As they drove away, Cooper glanced in his rear-view mirror. Warren Leach had got up from the ground. He sat slumped against the tailgate of his trailer with his head in his hands. He had only the ginger cat for company now. And even the cat was looking at him with something like pity.

After a phone call to his client by the solicitor, Cooper and Fry were given an address near Bakewell. They found it was a small B amp; B, its rooms empty now for the winter. Yvonne Leach had a first-floor room, overlooking a similar row of Victorian semi-detached houses with dark brick porches and dormer windows.

‘I got too frightened of him,’ she said. ‘I stood it as long as I could, really I did.’

‘Are you saying you suffered physical abuse, Mrs Leach?’ asked Fry. Cooper could see her trying to relax the woman, who was plainly intimidated by having the two detectives standing in the room. Mrs Leach looked round at the cheap dresser and the washbasin in the corner and shrugged, as if accepting things were out of her control now.

‘Not really,’ she said. ‘He never hit me, I mean. I’m not making a complaint about that.’

She rubbed her hands together and felt the radiator under the bay window.

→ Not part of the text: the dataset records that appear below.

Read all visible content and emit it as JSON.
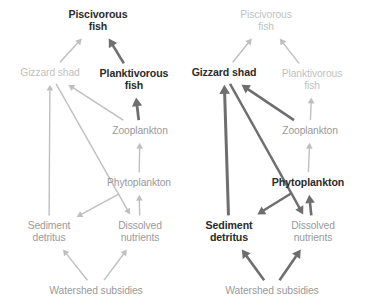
{
  "figure": {
    "type": "diagram",
    "background_color": "#ffffff",
    "panel_count": 2,
    "colors": {
      "faint_gray": "#bfbfbf",
      "mid_gray": "#9a9a9a",
      "dark_gray": "#6e6e6e",
      "near_black": "#2b2b2b"
    },
    "emphasis_legend": {
      "faint": "de-emphasized / inactive pathway",
      "mid": "secondary pathway",
      "dark": "emphasized / dominant pathway"
    }
  },
  "panels": [
    {
      "id": "left",
      "name": "panel-left",
      "emphasis": "planktivory pathway",
      "nodes": [
        {
          "id": "pisc",
          "label": "Piscivorous\nfish",
          "tone": "dark",
          "x": 98,
          "y": 21
        },
        {
          "id": "gizz",
          "label": "Gizzard shad",
          "tone": "faint",
          "x": 50,
          "y": 73
        },
        {
          "id": "plank",
          "label": "Planktivorous\nfish",
          "tone": "dark",
          "x": 134,
          "y": 80
        },
        {
          "id": "zoo",
          "label": "Zooplankton",
          "tone": "mid",
          "x": 140,
          "y": 131
        },
        {
          "id": "phyto",
          "label": "Phytoplankton",
          "tone": "mid",
          "x": 139,
          "y": 183
        },
        {
          "id": "sed",
          "label": "Sediment\ndetritus",
          "tone": "mid",
          "x": 49,
          "y": 232
        },
        {
          "id": "diss",
          "label": "Dissolved\nnutrients",
          "tone": "mid",
          "x": 140,
          "y": 232
        },
        {
          "id": "wat",
          "label": "Watershed subsidies",
          "tone": "mid",
          "x": 96,
          "y": 291
        }
      ],
      "edges": [
        {
          "from": "gizz",
          "to": "pisc",
          "tone": "faint",
          "width": 1.5
        },
        {
          "from": "plank",
          "to": "pisc",
          "tone": "dark",
          "width": 2.6
        },
        {
          "from": "zoo",
          "to": "plank",
          "tone": "dark",
          "width": 2.8
        },
        {
          "from": "zoo",
          "to": "gizz",
          "tone": "faint",
          "width": 1.5
        },
        {
          "from": "sed",
          "to": "gizz",
          "tone": "faint",
          "width": 1.4
        },
        {
          "from": "phyto",
          "to": "zoo",
          "tone": "faint",
          "width": 1.4
        },
        {
          "from": "diss",
          "to": "phyto",
          "tone": "faint",
          "width": 1.4
        },
        {
          "from": "gizz",
          "to": "diss",
          "tone": "faint",
          "width": 1.4
        },
        {
          "from": "phyto",
          "to": "sed",
          "tone": "faint",
          "width": 1.4
        },
        {
          "from": "wat",
          "to": "sed",
          "tone": "faint",
          "width": 1.4
        },
        {
          "from": "wat",
          "to": "diss",
          "tone": "faint",
          "width": 1.4
        }
      ]
    },
    {
      "id": "right",
      "name": "panel-right",
      "emphasis": "detritivory pathway",
      "nodes": [
        {
          "id": "pisc",
          "label": "Piscivorous\nfish",
          "tone": "faint",
          "x": 266,
          "y": 21
        },
        {
          "id": "gizz",
          "label": "Gizzard shad",
          "tone": "dark",
          "x": 224,
          "y": 73
        },
        {
          "id": "plank",
          "label": "Planktivorous\nfish",
          "tone": "faint",
          "x": 312,
          "y": 80
        },
        {
          "id": "zoo",
          "label": "Zooplankton",
          "tone": "mid",
          "x": 310,
          "y": 131
        },
        {
          "id": "phyto",
          "label": "Phytoplankton",
          "tone": "dark",
          "x": 308,
          "y": 183
        },
        {
          "id": "sed",
          "label": "Sediment\ndetritus",
          "tone": "dark",
          "x": 229,
          "y": 232
        },
        {
          "id": "diss",
          "label": "Dissolved\nnutrients",
          "tone": "mid",
          "x": 313,
          "y": 232
        },
        {
          "id": "wat",
          "label": "Watershed subsidies",
          "tone": "mid",
          "x": 272,
          "y": 291
        }
      ],
      "edges": [
        {
          "from": "gizz",
          "to": "pisc",
          "tone": "faint",
          "width": 1.5
        },
        {
          "from": "plank",
          "to": "pisc",
          "tone": "faint",
          "width": 1.5
        },
        {
          "from": "zoo",
          "to": "plank",
          "tone": "faint",
          "width": 1.4
        },
        {
          "from": "zoo",
          "to": "gizz",
          "tone": "dark",
          "width": 2.6
        },
        {
          "from": "sed",
          "to": "gizz",
          "tone": "dark",
          "width": 3.0
        },
        {
          "from": "phyto",
          "to": "zoo",
          "tone": "faint",
          "width": 1.4
        },
        {
          "from": "diss",
          "to": "phyto",
          "tone": "dark",
          "width": 2.6
        },
        {
          "from": "gizz",
          "to": "diss",
          "tone": "dark",
          "width": 2.4
        },
        {
          "from": "phyto",
          "to": "sed",
          "tone": "dark",
          "width": 2.4
        },
        {
          "from": "wat",
          "to": "sed",
          "tone": "dark",
          "width": 2.6
        },
        {
          "from": "wat",
          "to": "diss",
          "tone": "dark",
          "width": 2.6
        }
      ]
    }
  ]
}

The room was chilly and miserable. She pulled her cardigan around her shoulders and stared out of the window.

‘The Ranger was the only one I could ever talk to. Owen. He used to come to the house sometimes to see if I was all right. But only when Warren wasn’t around. Warren wouldn’t have him near the farm, if he could help it.’

Cooper sighed with relief. That sounded much more like the Owen Fox that he knew. How could Mark Roper have got it so wrong about the reason for Owen’s visits?

‘Do you think I should go back?’ said Yvonne.

They stared at her. ‘Mrs Leach, there must have been something that frightened you enough to make you leave,’ said Fry.

Yvonne Leach nodded. She made them sit down on the bed. Then she told them how her husband used to threaten her when she wouldn’t have sex, how he had broken the lock of the door when she had gone to sleep in another room.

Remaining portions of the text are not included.